Red by John Logan

Red by John Logan

Author:John Logan [Logan, John]
Language: eng
Format: epub
ISBN: 9781849432214
Publisher: OBERON BOOKS Ltd


SCENE FOUR

KEN is alone, building a wooden canvas stretcher/frame. He is a good carpenter.

A Chet Baker jazz record plays on the phonograph.

He works quietly.

Beat.

Then the sound of a slamming door from outside surprises him.

ROTHKO rages in, flinging off his overcoat and hat.

ROTHKO: THEY’RE TRYING TO KILL ME! I swear to God they’re trying to kill me! Those prosaic insects! Those presumptuous, counter-jumping, arriviste SONS-OF- BITCHES! – These are same goddamn walls where I hang! You appreciate that?! My gallery! My walls! Polluted now beyond sanitation, beyond hygiene, like the East River, choked with garbage, all that superficial, meaningless sewage right up there on the wall! The same sacred space of de Kooning and Motherwell and Smith and Newman and Pollock and…

He stops.

ROTHKO: What is this music?

KEN: Chet Baker.

ROTHKO: Just when I thought this day couldn’t get worse…

KEN: It’s jazz.

ROTHKO: Like I care. When you pay the rent, you can pick the records.

KEN takes the record off.

ROTHKO fumes.

Beat.

KEN: So…how did you like the exhibit?

ROTHKO is not amused.

He lights a cigarette.

ROTHKO: (Seriously.) These young artists are out to murder me.

KEN: That’s kind of extreme.

ROTHKO: But not inaccurate.

KEN: You think Jasper Johns is trying to murder you?

ROTHKO: Yes.

Beat.

KEN: What about Frank Stella?

ROTHKO: Yes.

KEN: Robert Rauschenberg?

ROTHKO: Yes.

KEN: Roy Lichtenstein?

ROTHKO: Which one is he?

KEN: Comic books.

ROTHKO: Yes.

Beat. Then the coup de grace:

KEN: Andy Warhol?

ROTHKO doesn’t even answer.

KEN: You sound like an old man.

ROTHKO: I am an old man.

KEN: Not that old.

ROTHKO: Today, I’m old.

KEN: If you say so.

KEN goes back to working on the stretcher.

ROTHKO gets a Scotch.

ROTHKO: My point is… People like me… My contemporaries, my colleagues… Those painters who came up with me.

We all had one thing in common… We understood the importance of seriousness.

Beat.

KEN: You’re too much.

ROTHKO: What?

KEN: You heard me.

ROTHKO turns and really looks at him.

This challenging tone is new from KEN.

ROTHKO: What did you say to me?

KEN: Who are you to assume they’re not serious?

ROTHKO: Look at their work.

KEN: I have.

ROTHKO: Not like you usually look at things, like an overeager undergraduate –

KEN: I have.

ROTHKO: Then what do you see?

KEN: Never mind.

ROTHKO: No. You look at them, what do you see?

KEN: This moment, right now.

ROTHKO: In all those flags and comic books and soup cans?

KEN: This moment, right now, and a little bit tomorrow.

ROTHKO: And you think that’s good?

KEN: It’s neither good nor bad, but it’s what people want.

ROTHKO: Exactly my point.

KEN: So art shouldn’t be popular at all now?

ROTHKO: It shouldn’t only be popular.

KEN: You may not like it, but nowadays as many people are genuinely moved by Frank Stella as by Mark Rothko.

ROTHKO: That’s nonsense.

KEN: Don’t think so.

ROTHKO: You know the problem with those painters? It’s exactly what you said: they are painting for this moment right now. And that’s all. It’s nothing but zeitgeist art. Completely temporal, completely disposable, like Kleenex, like –

KEN: Like Campbell’s soup, like comic books –

ROTHKO: You really think Andy Warhol will be hanging in museums in a hundred years? Alongside the Bruegels and the Vermeers?

KEN: He’s hanging alongside Rothko now.

ROTHKO: Because those goddamn galleries will do anything for money – cater to any wicked taste.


→ **Exercise**
Take every line from the listing below that includes "interactable" and copy it.

→ **Material to process**
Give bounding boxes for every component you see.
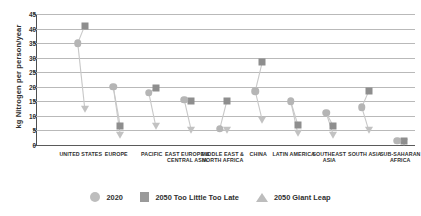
y-axis-line [36,14,37,145]
marker-2050-giant-leap [294,130,302,137]
marker-2050-too-little-too-late [401,137,408,144]
legend-item[interactable]: 2050 Too Little Too Late [140,192,239,202]
marker-2050-giant-leap [223,127,231,134]
x-axis-label: SUB-SAHARAN AFRICA [377,151,421,163]
legend-label: 2020 [106,193,122,202]
y-axis-tick-label: 45 [12,11,36,18]
marker-2020 [181,96,189,104]
marker-2050-too-little-too-late [294,121,301,128]
circle-marker-icon [90,192,100,202]
marker-2050-giant-leap [365,127,373,134]
gridline [36,29,415,30]
gridline [36,72,415,73]
y-axis-tick-label: 0 [12,142,36,149]
x-axis-labels: UNITED STATESEUROPEPACIFICEAST EUROPE & … [36,151,415,187]
connector-line [78,43,85,109]
marker-2050-too-little-too-late [117,123,124,130]
legend-label: 2050 Too Little Too Late [155,193,239,202]
marker-2050-too-little-too-late [188,98,195,105]
y-axis-tick-label: 10 [12,112,36,119]
square-marker-icon [140,192,150,202]
gridline [36,43,415,44]
y-axis-tick-label: 30 [12,54,36,61]
marker-2050-giant-leap [152,123,160,130]
marker-2050-too-little-too-late [330,123,337,130]
connector-line [113,87,120,126]
legend-item[interactable]: 2020 [90,192,122,202]
connector-line [149,93,156,126]
y-axis-tick-label: 25 [12,69,36,76]
triangle-marker-icon [256,193,268,202]
marker-2050-too-little-too-late [259,59,266,66]
marker-2020 [110,83,118,91]
marker-2020 [252,87,260,95]
y-axis-tick-label: 15 [12,98,36,105]
marker-2050-giant-leap [258,117,266,124]
plot-area [36,14,415,145]
legend-item[interactable]: 2050 Giant Leap [256,193,331,202]
marker-2050-giant-leap [187,127,195,134]
y-axis-tick-label: 5 [12,127,36,134]
marker-2020 [74,39,82,47]
nitrogen-scatter-chart: kg Nitrogen per person/year 454035302520… [0,0,421,216]
y-axis-tick-label: 40 [12,25,36,32]
marker-2050-too-little-too-late [81,22,88,29]
marker-2050-giant-leap [81,105,89,112]
marker-2020 [358,103,366,111]
connector-lines [36,14,415,145]
y-axis-tick-label: 20 [12,83,36,90]
gridline [36,145,415,146]
marker-2020 [145,89,153,97]
gridline [36,116,415,117]
gridline [36,87,415,88]
marker-2050-too-little-too-late [152,85,159,92]
marker-2020 [216,125,224,133]
marker-2020 [394,137,402,145]
marker-2050-giant-leap [116,132,124,139]
legend-label: 2050 Giant Leap [274,193,331,202]
gridline [36,58,415,59]
marker-2050-too-little-too-late [365,88,372,95]
marker-2050-too-little-too-late [223,98,230,105]
marker-2020 [287,98,295,106]
marker-2020 [323,109,331,117]
marker-2050-giant-leap [329,132,337,139]
chart-legend: 20202050 Too Little Too Late2050 Giant L… [0,192,421,202]
y-axis-tick-label: 35 [12,40,36,47]
gridline [36,14,415,15]
connector-line [291,101,298,133]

→ **Finished task**
legend-item[interactable]: 2050 Too Little Too Late [140,192,239,202]
legend-item[interactable]: 2020 [90,192,122,202]
legend-item[interactable]: 2050 Giant Leap [256,193,331,202]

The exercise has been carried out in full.